What is The Canon Engine?
The Canon Engine is the private story guide for your series. It works like a wiki for your world. You can keep track of people, places, groups, objects, rules, and other facts, so you do not lose track of what is true in the story.
What is the Decision Log?
The Decision Log is where you write down big story calls. You can note what changed, why it changed, and what idea won. That makes it easier to remember past choices and explain them to collaborators later.
What is the Timeline?
The Timeline is a visual list of events in story order. It helps you see what happened first, what happened later, and where parts of the story connect. You can use it to keep timing clear and avoid story mistakes.
What stays private and what becomes public?
Your drafts and working tools stay private to the people you have allowed into that story workspace. Public readers only see published chapters and the public reading view. They do not see your draft area.
How do the story tools help?
They help you keep details straight. You can store people, places, groups, objects, rules, and other story facts in one guide. You can keep the order of events in a timeline. You can also keep a simple record of big decisions, so later changes still make sense.
Can other people work with me?
Yes. You can bring in other trusted people to help with the story. Some can help edit drafts, and some can help publish, depending on what access they have. The point is to make collaboration easier without turning the story into a mess.
Why would I use this instead of a normal writing tool?
Because LoreBranch keeps the writing, the story facts, the timeline, the release history, and the reader feedback connected. You do not have to spread your work across separate notes, files, and comment chains just to keep up.
Practical questions
Can I get my work back out later?
Yes. There are ways to download your account data and a full copy of a story workspace. That matters because your writing should not be trapped here.

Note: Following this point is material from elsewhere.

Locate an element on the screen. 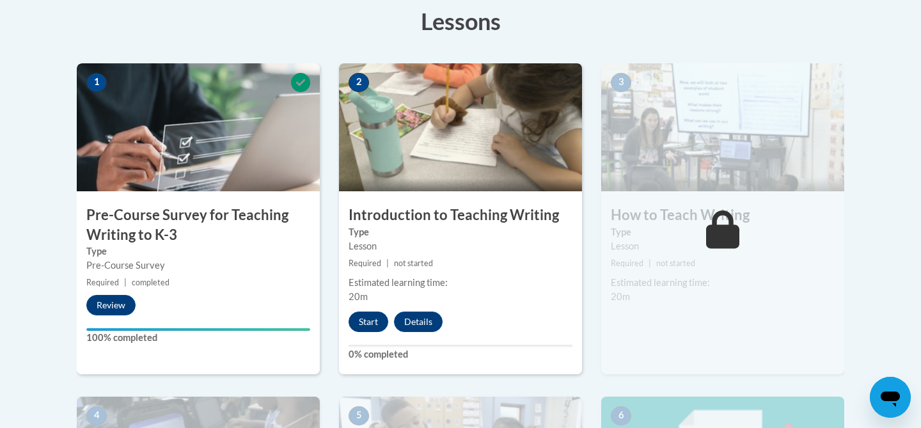 This screenshot has height=428, width=921. span: completed is located at coordinates (150, 282).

Who can publish a story update?
Only the people with publishing access for that story. Not everyone who can view or edit drafts can push a release live.
How do payments work?
When payments are turned on, LoreBranch uses Stripe to run checkout and payouts. Readers can support a series with a monthly payment or make a one-off payment. The money moves through Stripe rather than LoreBranch trying to process cards itself.
How much does LoreBranch take from payments?
LoreBranch keeps 10% of monthly support payments and 10% of one-off support payments. The rest is sent on to the writer through Stripe when payouts are set up.
Who owns the copyright to work on LoreBranch?
Writers keep ownership of their stories and other work. LoreBranch only gets the rights it needs to host the work, show it on the site, back it up, and run the service.
What if someone uploads work they do not own?
They should not do that. People should only post work they own or have permission to use. If there is a copyright complaint or another serious rights issue, LoreBranch may hide or remove the work while dealing with it.
What is the Slop Section?
It is a planned area for AI writing. The idea is simple: AI writing is already here, more people are using it, and some people want help expressing ideas because traditional writing is hard for them. A separate Slop Section gives that work a place to exist openly instead of being mixed into the main writing section.
Why have a separate area for AI writing?
Because it sets clearer expectations for readers and writers. People who want human-written work can stay in the main writing section. People who want to publish AI-assisted or AI-generated work would have a separate place to do that without pretending it is something else.
What if I need help or something feels wrong?
There is a support path for bugs, privacy questions, and safety concerns. If something needs attention, you are meant to have a real contact route instead of guessing where to report it.
Is LoreBranch finished?
No. It is still in beta. The core reading and writing flow is live, but the product is still being shaped. That is part of why this FAQ exists: the goal is to be clear, not pretend everything is final.